Entangling history, phenomenology, metaphysics, culture, and mathematics: the model RTSK
Fernando Zalamea
Profound mathematical ideas for romantics, to help us linger in the difference we share.
Arika have been creating events since 2001. The Archive is space to share the documentation of our work, over 600 events from the past 20 years. Browse the archive by event, artists and collections, explore using theme pairs, or use the index for a comprehensive overview.
Profound mathematical ideas for romantics, to help us linger in the difference we share.
Can we use sound, repetition and difference to personally and collectively engage with space, time and labour?
Hartmut is going to talk a little about his work at large and the politics of how his films are constructed. And we’ll screen one of his best films: B-52.
Three iconic figures from the Japanese underground assembled as a trio to stand in for the advertised duo of Junko and Jerome Noetinger who was unable to attend the festival due to illness.
A sort of prayer and conference, a sort of scream and dialogue – a monologue and declaration at the time, addressing how we can build complicity with one another.
The first of two short film programmes featuring works that blur the boundaries between music and film from artists who cross and redefine those long held divisions. This programme focuses on the forebearers of filmic and musical innovation over the last 70 years.
Although Tony had visited Haino in Japan, and they played together in private, this was the first time anyone other that Haino’s cat saw them perform together.
Post consideration and post rationalisation… How do we think about experimental music and film after the performance?
A performed film lecture exploring how the ‘Rumberas’ of Caribbean cinema of the 40’s and 50’s subverted demeaning images of themselves through dance, sound and a sociality that insisted on blackness as being a cultural performance, not simply due to skin colour.
Opening with one of the most memorable shots ever filmed, and screened a year after the initial successes of the 2011 Egyptian revolution, Too Soon, Too Late is a search for the traces left on the landscape of past revolutions in France and Egypt.
How do communities formed under the duress of violent othering and the joy of solidarity – such as ballroom culture, Black diasporas, Zapatistas – reform bonds of kinship?
Equal parts spectacle, installation and performance, his set for us is a specially developed work, ‘turning’, which features an orchestra of multiple turntables, 4 projections and a collection of old, and, quite probably, misfiring analogue kit.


• **WORK REQUIRED**:
Set down each line of the records once more, precisely, and omit the pictures.

Data entries:
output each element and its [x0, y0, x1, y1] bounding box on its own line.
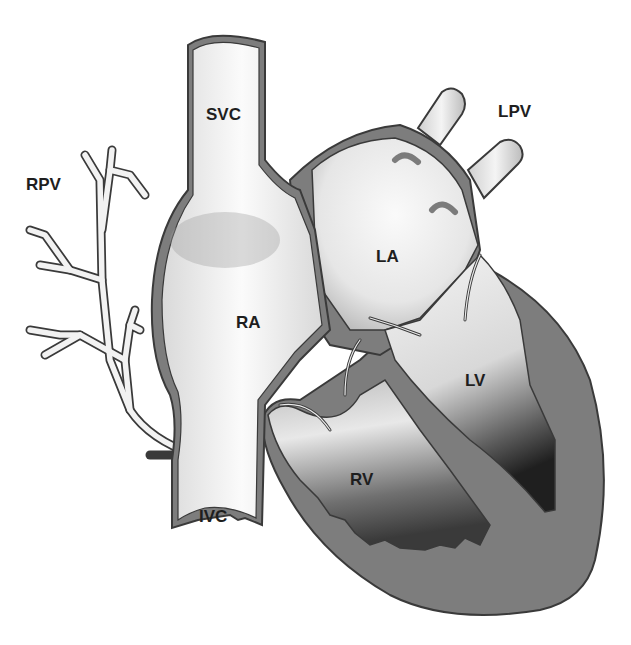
heart-diagram: SVC RPV LPV LA RA LV RV IVC	[0, 0, 631, 645]
label-ra: RA	[236, 313, 261, 332]
label-svc: SVC	[206, 105, 241, 124]
label-lv: LV	[465, 371, 486, 390]
label-rv: RV	[350, 470, 374, 489]
label-ivc: IVC	[199, 507, 227, 526]
label-la: LA	[376, 247, 399, 266]
label-rpv: RPV	[26, 175, 62, 194]
label-lpv: LPV	[498, 102, 532, 121]
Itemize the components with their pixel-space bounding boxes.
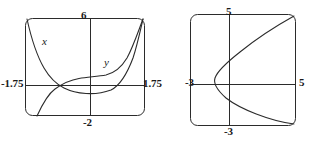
left-xmin-label: -1.75	[1, 78, 23, 89]
left-graph-panel: 6 -1.75 1.75 -2 x y	[0, 0, 160, 142]
right-xmin-label: -3	[185, 77, 194, 88]
right-ymax-label: 5	[226, 6, 231, 17]
left-graph-plot	[0, 0, 160, 142]
right-ymin-label: -3	[224, 126, 233, 137]
right-graph-plot	[160, 0, 310, 142]
left-ymin-label: -2	[83, 117, 92, 128]
curve-label-y: y	[104, 57, 109, 68]
figure-container: 6 -1.75 1.75 -2 x y 5 -3 5 -3	[0, 0, 310, 142]
right-xmax-label: 5	[299, 77, 304, 88]
left-ymax-label: 6	[81, 10, 86, 21]
curve-label-x: x	[42, 36, 47, 47]
right-graph-panel: 5 -3 5 -3	[160, 0, 310, 142]
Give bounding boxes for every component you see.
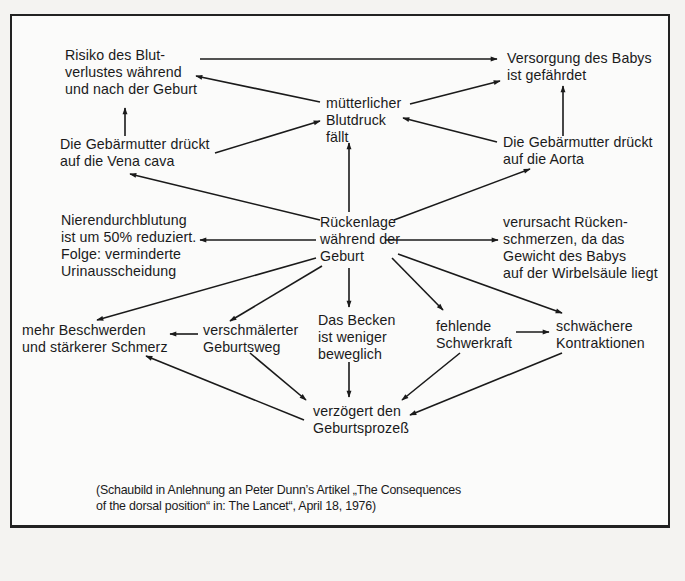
node-rueckenschmerz: verursacht Rücken- schmerzen, da das Gew… bbox=[503, 214, 658, 282]
source-caption: (Schaubild in Anlehnung an Peter Dunn’s … bbox=[96, 482, 461, 514]
node-aorta: Die Gebärmutter drückt auf die Aorta bbox=[503, 134, 653, 168]
node-becken: Das Becken ist weniger beweglich bbox=[318, 312, 396, 363]
node-blutverlust: Risiko des Blut- verlustes während und n… bbox=[65, 47, 197, 98]
node-schwerkraft: fehlende Schwerkraft bbox=[436, 318, 512, 352]
node-geburtsweg: verschmälerter Geburtsweg bbox=[203, 322, 298, 356]
node-vena-cava: Die Gebärmutter drückt auf die Vena cava bbox=[60, 136, 210, 170]
node-verzoegert: verzögert den Geburtsprozeß bbox=[313, 403, 409, 437]
node-niere: Nierendurchblutung ist um 50% reduziert.… bbox=[61, 212, 196, 280]
node-rueckenlage: Rückenlage während der Geburt bbox=[320, 214, 400, 265]
node-versorgung: Versorgung des Babys ist gefährdet bbox=[507, 50, 652, 84]
node-beschwerden: mehr Beschwerden und stärkerer Schmerz bbox=[22, 322, 168, 356]
node-kontraktionen: schwächere Kontraktionen bbox=[556, 318, 645, 352]
node-blutdruck: mütterlicher Blutdruck fällt bbox=[326, 95, 401, 146]
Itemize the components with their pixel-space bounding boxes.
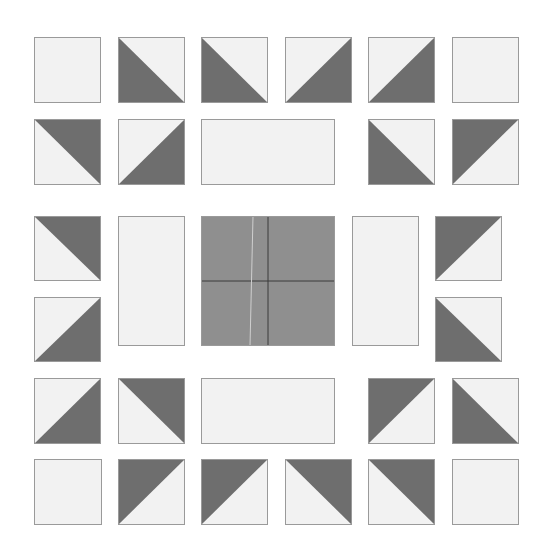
quilt-piece-hst: [368, 119, 435, 185]
quilt-block-canvas: [0, 0, 546, 554]
quilt-piece-rect: [201, 119, 335, 185]
quilt-piece-hst: [118, 119, 185, 185]
quilt-piece-hst: [118, 37, 185, 103]
quilt-piece-hst: [118, 378, 185, 444]
quilt-piece-hst: [285, 37, 352, 103]
quilt-piece-hst: [118, 459, 185, 525]
quilt-piece-square: [34, 459, 102, 525]
quilt-piece-rect: [352, 216, 419, 346]
quilt-piece-hst: [201, 37, 268, 103]
quilt-piece-rect: [118, 216, 185, 346]
quilt-piece-hst: [34, 119, 101, 185]
quilt-piece-hst: [368, 378, 435, 444]
quilt-piece-hst: [368, 459, 435, 525]
quilt-piece-hst: [452, 119, 519, 185]
quilt-piece-hst: [452, 378, 519, 444]
quilt-piece-hst: [201, 459, 268, 525]
quilt-piece-hst: [34, 297, 101, 362]
quilt-piece-center: [201, 216, 335, 346]
quilt-piece-square: [452, 459, 519, 525]
quilt-piece-square: [34, 37, 101, 103]
quilt-piece-hst: [435, 216, 502, 281]
quilt-piece-hst: [285, 459, 352, 525]
quilt-piece-hst: [368, 37, 435, 103]
quilt-piece-hst: [34, 378, 101, 444]
quilt-piece-square: [452, 37, 519, 103]
quilt-piece-hst: [34, 216, 101, 281]
quilt-piece-rect: [201, 378, 335, 444]
quilt-piece-hst: [435, 297, 502, 362]
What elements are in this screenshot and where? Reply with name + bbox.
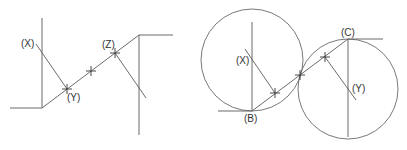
label-c: (C) [341,27,355,38]
cross-marker-mid [86,66,96,76]
perpendicular-x-y [36,44,67,89]
right-figure: (X) (B) (C) (Y) [201,9,398,139]
label-b: (B) [244,113,257,124]
left-figure: (X) (Y) (Z) [10,18,173,135]
label-z-left: (Z) [102,39,115,50]
perpendicular-z [115,53,146,98]
cross-marker-tangent-point [295,70,305,80]
perpendicular-bisector-x [245,49,275,93]
connecting-diagonal [42,35,139,108]
label-y-left: (Y) [67,92,80,103]
label-x-left: (X) [21,38,34,49]
diagram-canvas: (X) (Y) (Z) (X) (B) (C) (Y) [0,0,407,150]
label-y-right: (Y) [352,83,365,94]
label-x-right: (X) [236,55,249,66]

• **TASK OUTPUT**:
output each element and its [x0, y0, x1, y1] bounding box on its own line.
heart-diagram: SVC RPV LPV LA RA LV RV IVC	[0, 0, 631, 645]
label-ra: RA	[236, 313, 261, 332]
label-svc: SVC	[206, 105, 241, 124]
label-lv: LV	[465, 371, 486, 390]
label-rv: RV	[350, 470, 374, 489]
label-ivc: IVC	[199, 507, 227, 526]
label-la: LA	[376, 247, 399, 266]
label-rpv: RPV	[26, 175, 62, 194]
label-lpv: LPV	[498, 102, 532, 121]
Itemize the components with their pixel-space bounding boxes.
left-xmin-label: -1.75	[1, 78, 23, 89]
left-graph-panel: 6 -1.75 1.75 -2 x y	[0, 0, 160, 142]
right-xmin-label: -3	[185, 77, 194, 88]
right-ymax-label: 5	[226, 6, 231, 17]
left-graph-plot	[0, 0, 160, 142]
right-ymin-label: -3	[224, 126, 233, 137]
right-graph-plot	[160, 0, 310, 142]
left-ymin-label: -2	[83, 117, 92, 128]
curve-label-y: y	[104, 57, 109, 68]
figure-container: 6 -1.75 1.75 -2 x y 5 -3 5 -3	[0, 0, 310, 142]
right-xmax-label: 5	[299, 77, 304, 88]
left-ymax-label: 6	[81, 10, 86, 21]
curve-label-x: x	[42, 36, 47, 47]
right-graph-panel: 5 -3 5 -3	[160, 0, 310, 142]
Give bounding boxes for every component you see.
node-rueckenschmerz: verursacht Rücken- schmerzen, da das Gew… bbox=[503, 214, 658, 282]
source-caption: (Schaubild in Anlehnung an Peter Dunn’s … bbox=[96, 482, 461, 514]
node-aorta: Die Gebärmutter drückt auf die Aorta bbox=[503, 134, 653, 168]
node-becken: Das Becken ist weniger beweglich bbox=[318, 312, 396, 363]
node-blutverlust: Risiko des Blut- verlustes während und n… bbox=[65, 47, 197, 98]
node-schwerkraft: fehlende Schwerkraft bbox=[436, 318, 512, 352]
node-geburtsweg: verschmälerter Geburtsweg bbox=[203, 322, 298, 356]
node-vena-cava: Die Gebärmutter drückt auf die Vena cava bbox=[60, 136, 210, 170]
node-verzoegert: verzögert den Geburtsprozeß bbox=[313, 403, 409, 437]
node-niere: Nierendurchblutung ist um 50% reduziert.… bbox=[61, 212, 196, 280]
node-rueckenlage: Rückenlage während der Geburt bbox=[320, 214, 400, 265]
node-versorgung: Versorgung des Babys ist gefährdet bbox=[507, 50, 652, 84]
node-beschwerden: mehr Beschwerden und stärkerer Schmerz bbox=[22, 322, 168, 356]
node-kontraktionen: schwächere Kontraktionen bbox=[556, 318, 645, 352]
node-blutdruck: mütterlicher Blutdruck fällt bbox=[326, 95, 401, 146]
Itemize the components with their pixel-space bounding boxes.
quilt-piece-hst: [368, 119, 435, 185]
quilt-block-canvas: [0, 0, 546, 554]
quilt-piece-rect: [201, 119, 335, 185]
quilt-piece-hst: [118, 119, 185, 185]
quilt-piece-hst: [118, 37, 185, 103]
quilt-piece-hst: [118, 378, 185, 444]
quilt-piece-hst: [285, 37, 352, 103]
quilt-piece-hst: [118, 459, 185, 525]
quilt-piece-square: [34, 459, 102, 525]
quilt-piece-rect: [352, 216, 419, 346]
quilt-piece-hst: [201, 37, 268, 103]
quilt-piece-rect: [118, 216, 185, 346]
quilt-piece-hst: [34, 119, 101, 185]
quilt-piece-hst: [368, 378, 435, 444]
quilt-piece-hst: [368, 459, 435, 525]
quilt-piece-hst: [452, 119, 519, 185]
quilt-piece-hst: [452, 378, 519, 444]
quilt-piece-hst: [201, 459, 268, 525]
quilt-piece-hst: [34, 297, 101, 362]
quilt-piece-center: [201, 216, 335, 346]
quilt-piece-square: [452, 459, 519, 525]
quilt-piece-square: [34, 37, 101, 103]
quilt-piece-hst: [435, 216, 502, 281]
quilt-piece-hst: [285, 459, 352, 525]
quilt-piece-hst: [368, 37, 435, 103]
quilt-piece-hst: [34, 378, 101, 444]
quilt-piece-square: [452, 37, 519, 103]
quilt-piece-hst: [34, 216, 101, 281]
quilt-piece-rect: [201, 378, 335, 444]
quilt-piece-hst: [435, 297, 502, 362]
What elements are in this screenshot and where? Reply with name + bbox.
label-c: (C) [341,27,355,38]
cross-marker-mid [86,66,96,76]
perpendicular-x-y [36,44,67,89]
right-figure: (X) (B) (C) (Y) [201,9,398,139]
label-b: (B) [244,113,257,124]
left-figure: (X) (Y) (Z) [10,18,173,135]
label-z-left: (Z) [102,39,115,50]
perpendicular-z [115,53,146,98]
cross-marker-tangent-point [295,70,305,80]
perpendicular-bisector-x [245,49,275,93]
connecting-diagonal [42,35,139,108]
label-y-left: (Y) [67,92,80,103]
label-x-left: (X) [21,38,34,49]
diagram-canvas: (X) (Y) (Z) (X) (B) (C) (Y) [0,0,407,150]
label-y-right: (Y) [352,83,365,94]
label-x-right: (X) [236,55,249,66]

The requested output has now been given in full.